The Marina Centre in Great Yarmouth had a dedicated arcade for a while. |
As such, taking my own kids to the pool now often brings back a strong sense of nostalgia; when I visit the same pools I used to go to as a kid, I can sometimes picture the machines they had and where they were located. Sadly these days, traditional video arcade machines and pinballs rarely have a place in modern, so-called arcades, let alone leisure centres. Where as all of the other businesses I mentioned replaced their video games and pinball tables with fruit machines and quiz machines, swimming pools have either simply removed the machines altogether or, paradoxically, replaced them with drinks and snack machines.
While it would be easy to say swimming pools got rid of their arcade machines for the same reasons as everyone else, I have to wonder if there is another, more sinister factor. The truth is, businesses simply do not want kids loitering their premises. Growing up I used to see crowds of kids congregating a number of unlikely locations, from the fountains in the shopping centre to the wall outside mini-super markets. These days such crowds of teenagers are a rare sight. Indeed there is even a device called a Mosquito alarm (also known as SonicScreen) that businesses can install outside their building that emits a high frequency sound that only people under 25 or so can hear, which is designed to irritate their young ears to the point they move away. This is all part of the demonising of teenagers that has plagued British tabloids and daytime chat shows for the past decade or so and which is incredibly unfair to the vast majority of kids. So when an old arcade throwback like myself thinks back to those days when spotting arcade machines was as easy as spotting pigeons, I have to wonder, what have these businesses really go rid of?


### Exercise description:
Reproduce nothing but the lines from the one containing "xyxy pixel coordinates" to the end of the records below, each exactly as written.

### Task input

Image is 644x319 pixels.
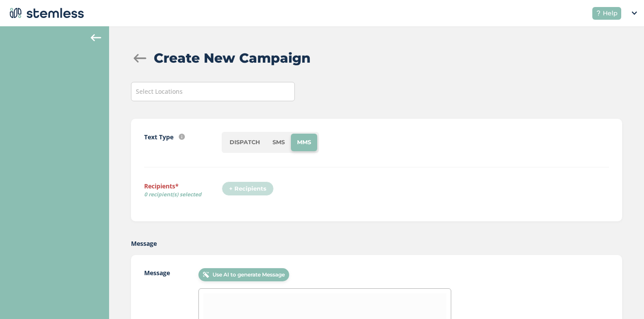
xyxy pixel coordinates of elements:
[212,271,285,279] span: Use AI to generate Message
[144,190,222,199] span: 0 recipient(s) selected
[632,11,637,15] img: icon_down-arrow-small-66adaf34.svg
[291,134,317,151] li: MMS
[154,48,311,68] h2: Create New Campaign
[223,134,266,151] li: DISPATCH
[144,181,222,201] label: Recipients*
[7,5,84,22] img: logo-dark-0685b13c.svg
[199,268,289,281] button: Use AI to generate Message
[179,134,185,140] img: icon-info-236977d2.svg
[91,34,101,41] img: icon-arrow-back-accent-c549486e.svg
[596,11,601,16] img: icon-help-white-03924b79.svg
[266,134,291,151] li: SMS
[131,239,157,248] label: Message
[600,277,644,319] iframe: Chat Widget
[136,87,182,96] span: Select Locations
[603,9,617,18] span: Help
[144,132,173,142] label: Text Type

######

### Written response:
xyxy pixel coordinates of elements:
[212,271,285,279] span: Use AI to generate Message
[144,190,222,199] span: 0 recipient(s) selected
[632,11,637,15] img: icon_down-arrow-small-66adaf34.svg
[291,134,317,151] li: MMS
[154,48,311,68] h2: Create New Campaign
[223,134,266,151] li: DISPATCH
[144,181,222,201] label: Recipients*
[7,5,84,22] img: logo-dark-0685b13c.svg
[199,268,289,281] button: Use AI to generate Message
[179,134,185,140] img: icon-info-236977d2.svg
[91,34,101,41] img: icon-arrow-back-accent-c549486e.svg
[596,11,601,16] img: icon-help-white-03924b79.svg
[266,134,291,151] li: SMS
[131,239,157,248] label: Message
[600,277,644,319] iframe: Chat Widget
[136,87,182,96] span: Select Locations
[603,9,617,18] span: Help
[144,132,173,142] label: Text Type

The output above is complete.